Malcolm Gladwell is one of my favorite authors, as evidenced by my earlier reviews here, here, and here, but it’s been a while since I’ve dived into something new from him.
A few weeks ago, while browsing mask-free (alas, how short that interval was!) at my favorite big-box bookstore, I stumbled upon Gladwell’s latest offering, The Bomber Mafia. The World War II subject seemed a bit beyond his usual psychosocial playground, but the book looked like a quick read, and besides it was in the “50% off” bin.
Gladwell does not disappoint, coming through again with lessons for the entrepreneur. Though framed as a war story, he seeks an answer to a question with much broader reach: “How is it that, sometimes for any number of unexpected reasons, technology slips away from its intended path?”
Carl Norden, a Dutch inventor, created a computer-like mechanism that, it was thought, would enable American bombers to “drop bombs into pickle barrels from 30,000 feet.” The top brass hoped that surgical bombings of critical industrial plants would lead to a war that was “precise and quick and almost bloodless.” Bomber crews swore to protect the secrecy of the device with their lives.

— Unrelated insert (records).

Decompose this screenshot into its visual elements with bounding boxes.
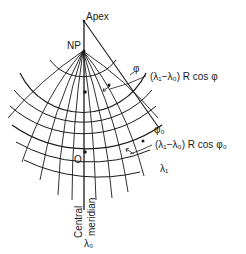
lambda1-label: λ₁ <box>160 163 169 174</box>
phi-label: φ <box>133 63 140 74</box>
apex-point <box>83 20 86 23</box>
lambda0-label: λ₀ <box>84 238 93 249</box>
parallel-arc <box>12 125 162 149</box>
phi0-central-dot <box>83 150 87 154</box>
phi0-label: φ₀ <box>154 124 165 135</box>
phi-lambda1-dot <box>108 84 111 87</box>
np-label: NP <box>67 40 81 51</box>
arc-length-phi-label: (λ₁−λ₀) R cos φ <box>150 71 218 82</box>
phi0-lambda1-dot <box>142 140 145 143</box>
meridian-line <box>8 51 83 118</box>
parallel-arc <box>20 73 146 112</box>
parallel-arc <box>16 142 150 162</box>
leader-phi0 <box>130 145 152 154</box>
projection-diagram: Apex NP φ (λ₁−λ₀) R cos φ φ₀ (λ₁−λ₀) R c… <box>0 0 246 254</box>
central-label: Central <box>73 206 84 238</box>
phi-central-dot <box>83 90 87 94</box>
apex-label: Apex <box>86 11 109 22</box>
np-point <box>83 50 86 53</box>
parallel-arc <box>10 106 156 134</box>
origin-label: O <box>74 154 82 165</box>
arc-length-arrows <box>103 72 152 154</box>
meridian-line <box>83 51 158 118</box>
meridian-label: meridian <box>86 198 97 236</box>
parallel-arc <box>14 90 152 122</box>
meridian-line <box>83 51 112 198</box>
arc-length-phi0-label: (λ₁−λ₀) R cos φ₀ <box>155 139 227 150</box>
meridian-line <box>72 51 83 200</box>
central-meridian-caption: Central meridian <box>73 198 97 238</box>
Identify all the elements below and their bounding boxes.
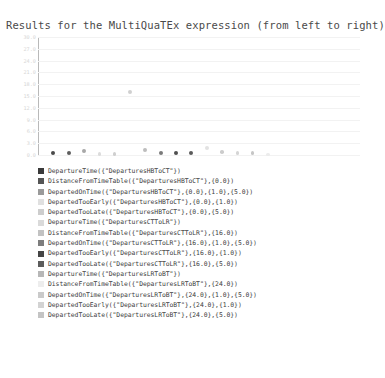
gridline bbox=[38, 155, 360, 156]
legend-item: DepartedTooLate({"DeparturesHBToCT"},{0.… bbox=[38, 207, 364, 217]
gridline bbox=[38, 108, 360, 109]
legend-swatch-icon bbox=[38, 230, 44, 236]
legend-swatch-icon bbox=[38, 292, 44, 298]
y-tick-label: 3.0 bbox=[6, 140, 36, 146]
data-point bbox=[67, 151, 71, 155]
legend-item: DepartedTooEarly({"DeparturesCTToLR"},{1… bbox=[38, 248, 364, 258]
legend-item-label: DepartedOnTime({"DeparturesHBToCT"},{0.0… bbox=[48, 187, 253, 197]
y-tick-label: 9.0 bbox=[6, 117, 36, 123]
gridline bbox=[38, 96, 360, 97]
legend-item-label: DistanceFromTimeTable({"DeparturesLRToBT… bbox=[48, 279, 238, 289]
legend-item-label: DepartedTooLate({"DeparturesLRToBT"},{24… bbox=[48, 310, 238, 320]
y-axis-tick-labels: 30.027.024.021.018.015.012.09.06.03.00.0 bbox=[2, 37, 36, 155]
legend-item-label: DepartedOnTime({"DeparturesLRToBT"},{24.… bbox=[48, 290, 257, 300]
gridline bbox=[38, 84, 360, 85]
y-tick-label: 15.0 bbox=[6, 93, 36, 99]
legend-item: DepartureTime({"DeparturesCTToLR"}) bbox=[38, 217, 364, 227]
legend-item: DepartedTooLate({"DeparturesCTToLR"},{16… bbox=[38, 259, 364, 269]
y-tick-label: 0.0 bbox=[6, 152, 36, 158]
legend-swatch-icon bbox=[38, 220, 44, 226]
data-point bbox=[82, 149, 86, 153]
data-point bbox=[220, 150, 224, 154]
legend-item: DistanceFromTimeTable({"DeparturesLRToBT… bbox=[38, 279, 364, 289]
data-point bbox=[236, 151, 240, 155]
legend-swatch-icon bbox=[38, 312, 44, 318]
legend-swatch-icon bbox=[38, 251, 44, 257]
legend-item: DepartedTooEarly({"DeparturesHBToCT"},{0… bbox=[38, 197, 364, 207]
legend-item: DistanceFromTimeTable({"DeparturesHBToCT… bbox=[38, 176, 364, 186]
gridline bbox=[38, 72, 360, 73]
legend-item-label: DepartedTooLate({"DeparturesCTToLR"},{16… bbox=[48, 259, 238, 269]
legend-item: DepartedTooEarly({"DeparturesLRToBT"},{2… bbox=[38, 300, 364, 310]
legend-item-label: DepartureTime({"DeparturesLRToBT"}) bbox=[48, 269, 181, 279]
gridline bbox=[38, 37, 360, 38]
y-tick-label: 24.0 bbox=[6, 58, 36, 64]
legend-swatch-icon bbox=[38, 261, 44, 267]
data-point bbox=[205, 146, 209, 150]
legend-item-label: DepartedTooEarly({"DeparturesLRToBT"},{2… bbox=[48, 300, 242, 310]
legend-swatch-icon bbox=[38, 240, 44, 246]
page-title: Results for the MultiQuaTEx expression (… bbox=[6, 19, 385, 31]
legend-item: DepartedOnTime({"DeparturesLRToBT"},{24.… bbox=[38, 290, 364, 300]
legend-swatch-icon bbox=[38, 271, 44, 277]
legend-item: DepartureTime({"DeparturesLRToBT"}) bbox=[38, 269, 364, 279]
plot-area bbox=[38, 37, 360, 155]
legend-swatch-icon bbox=[38, 199, 44, 205]
gridline bbox=[38, 143, 360, 144]
legend-item: DistanceFromTimeTable({"DeparturesCTToLR… bbox=[38, 228, 364, 238]
y-tick-label: 21.0 bbox=[6, 69, 36, 75]
legend-item: DepartedTooLate({"DeparturesLRToBT"},{24… bbox=[38, 310, 364, 320]
legend-item-label: DepartedTooLate({"DeparturesHBToCT"},{0.… bbox=[48, 207, 234, 217]
legend-item-label: DepartedOnTime({"DeparturesCTToLR"},{16.… bbox=[48, 238, 257, 248]
legend-item-label: DepartedTooEarly({"DeparturesCTToLR"},{1… bbox=[48, 248, 242, 258]
gridline bbox=[38, 49, 360, 50]
legend-item-label: DepartedTooEarly({"DeparturesHBToCT"},{0… bbox=[48, 197, 238, 207]
legend-item-label: DistanceFromTimeTable({"DeparturesHBToCT… bbox=[48, 176, 234, 186]
gridline bbox=[38, 131, 360, 132]
legend-item-label: DistanceFromTimeTable({"DeparturesCTToLR… bbox=[48, 228, 238, 238]
data-point bbox=[113, 152, 116, 155]
legend-item: DepartedOnTime({"DeparturesHBToCT"},{0.0… bbox=[38, 187, 364, 197]
y-tick-label: 6.0 bbox=[6, 128, 36, 134]
legend-item-label: DepartureTime({"DeparturesCTToLR"}) bbox=[48, 217, 181, 227]
y-tick-label: 27.0 bbox=[6, 46, 36, 52]
data-point bbox=[143, 148, 147, 152]
legend: DepartureTime({"DeparturesHBToCT"})Dista… bbox=[38, 166, 364, 320]
y-tick-label: 12.0 bbox=[6, 105, 36, 111]
legend-swatch-icon bbox=[38, 281, 44, 287]
gridline bbox=[38, 61, 360, 62]
data-point bbox=[98, 152, 101, 155]
legend-swatch-icon bbox=[38, 209, 44, 215]
legend-item: DepartedOnTime({"DeparturesCTToLR"},{16.… bbox=[38, 238, 364, 248]
data-point bbox=[128, 90, 132, 94]
legend-swatch-icon bbox=[38, 168, 44, 174]
legend-swatch-icon bbox=[38, 302, 44, 308]
legend-item: DepartureTime({"DeparturesHBToCT"}) bbox=[38, 166, 364, 176]
y-tick-label: 30.0 bbox=[6, 34, 36, 40]
gridline bbox=[38, 120, 360, 121]
data-point bbox=[159, 151, 163, 155]
legend-swatch-icon bbox=[38, 189, 44, 195]
legend-item-label: DepartureTime({"DeparturesHBToCT"}) bbox=[48, 166, 181, 176]
legend-swatch-icon bbox=[38, 178, 44, 184]
scatter-plot: 30.027.024.021.018.015.012.09.06.03.00.0 bbox=[0, 33, 364, 158]
y-tick-label: 18.0 bbox=[6, 81, 36, 87]
data-point bbox=[266, 153, 269, 156]
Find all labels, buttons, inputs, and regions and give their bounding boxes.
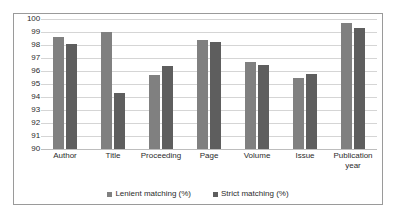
y-axis-tick-98: 98	[31, 41, 40, 49]
legend-label: Strict matching (%)	[221, 190, 289, 198]
bar-proceeding-lenient	[149, 75, 160, 149]
legend-swatch-icon	[107, 192, 112, 197]
bar-title-strict	[114, 93, 125, 149]
gridline-90	[41, 149, 377, 150]
y-axis: 10099989796959493929190	[18, 19, 40, 149]
y-axis-tick-97: 97	[31, 54, 40, 62]
y-axis-tick-94: 94	[31, 93, 40, 101]
y-axis-tick-99: 99	[31, 28, 40, 36]
y-axis-tick-91: 91	[31, 132, 40, 140]
bar-group-issue	[281, 19, 329, 149]
bar-group-proceeding	[137, 19, 185, 149]
plot-wrapper: 10099989796959493929190 AuthorTitleProce…	[14, 14, 382, 204]
bars-layer	[41, 19, 377, 149]
x-axis-tick-issue: Issue	[281, 151, 329, 181]
legend-label: Lenient matching (%)	[115, 190, 191, 198]
legend-swatch-icon	[213, 192, 218, 197]
x-axis-tick-publication-year: Publication year	[329, 151, 377, 181]
bar-group-page	[185, 19, 233, 149]
y-axis-tick-96: 96	[31, 67, 40, 75]
x-axis-tick-proceeding: Proceeding	[137, 151, 185, 181]
bar-title-lenient	[101, 32, 112, 149]
bar-publication-year-strict	[354, 28, 365, 149]
bar-page-lenient	[197, 40, 208, 149]
bar-publication-year-lenient	[341, 23, 352, 149]
chart-container: 10099989796959493929190 AuthorTitleProce…	[13, 13, 383, 205]
y-axis-tick-93: 93	[31, 106, 40, 114]
bar-page-strict	[210, 42, 221, 149]
y-axis-tick-95: 95	[31, 80, 40, 88]
bar-volume-lenient	[245, 62, 256, 149]
bar-volume-strict	[258, 65, 269, 150]
bar-author-strict	[66, 44, 77, 149]
bar-group-publication-year	[329, 19, 377, 149]
bar-group-volume	[233, 19, 281, 149]
y-axis-tick-92: 92	[31, 119, 40, 127]
x-axis-tick-volume: Volume	[233, 151, 281, 181]
legend-item-lenient[interactable]: Lenient matching (%)	[107, 190, 191, 198]
plot-area	[41, 19, 377, 149]
bar-proceeding-strict	[162, 66, 173, 149]
chart-legend: Lenient matching (%)Strict matching (%)	[14, 190, 382, 198]
x-axis-tick-title: Title	[89, 151, 137, 181]
bar-group-author	[41, 19, 89, 149]
y-axis-tick-100: 100	[27, 15, 40, 23]
bar-group-title	[89, 19, 137, 149]
y-axis-tick-90: 90	[31, 145, 40, 153]
legend-item-strict[interactable]: Strict matching (%)	[213, 190, 289, 198]
bar-author-lenient	[53, 37, 64, 149]
bar-issue-strict	[306, 74, 317, 149]
x-axis-tick-author: Author	[41, 151, 89, 181]
x-axis: AuthorTitleProceedingPageVolumeIssuePubl…	[41, 151, 377, 181]
bar-issue-lenient	[293, 78, 304, 150]
x-axis-tick-page: Page	[185, 151, 233, 181]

The problem? It didn’t work. From six miles up, cross-cutting winds mocked attempts to lock on to targets, and clouds over the target area completely prevented the use of the bombsight. While some in the military remained committed to precision bombing, frustration with poor results led others to seek alternative ways to derail the enemy’s industrial wherewithal. Enter an alternative that did work, but at the cost of hundreds of thousands of civilian lives—area bombing using other new inventions such as napalm, and, ultimately, the atomic bomb. The exact opposite of what the Norden bombsight was meant to achieve.
What’s the lesson here? Gladwell summarizes it quite succinctly. “The Bomber Mafia is a case study in how dreams go awry,” he writes. “And how, when some new, shining idea drops down from the heavens, it does not land, softly, in our laps. It lands hard, on the ground, and shatters.” This is as applicable now to the internet, social media, and other innovations as it was to the bombsight. As Gladwell concludes, “things also, invariably, go sideways.”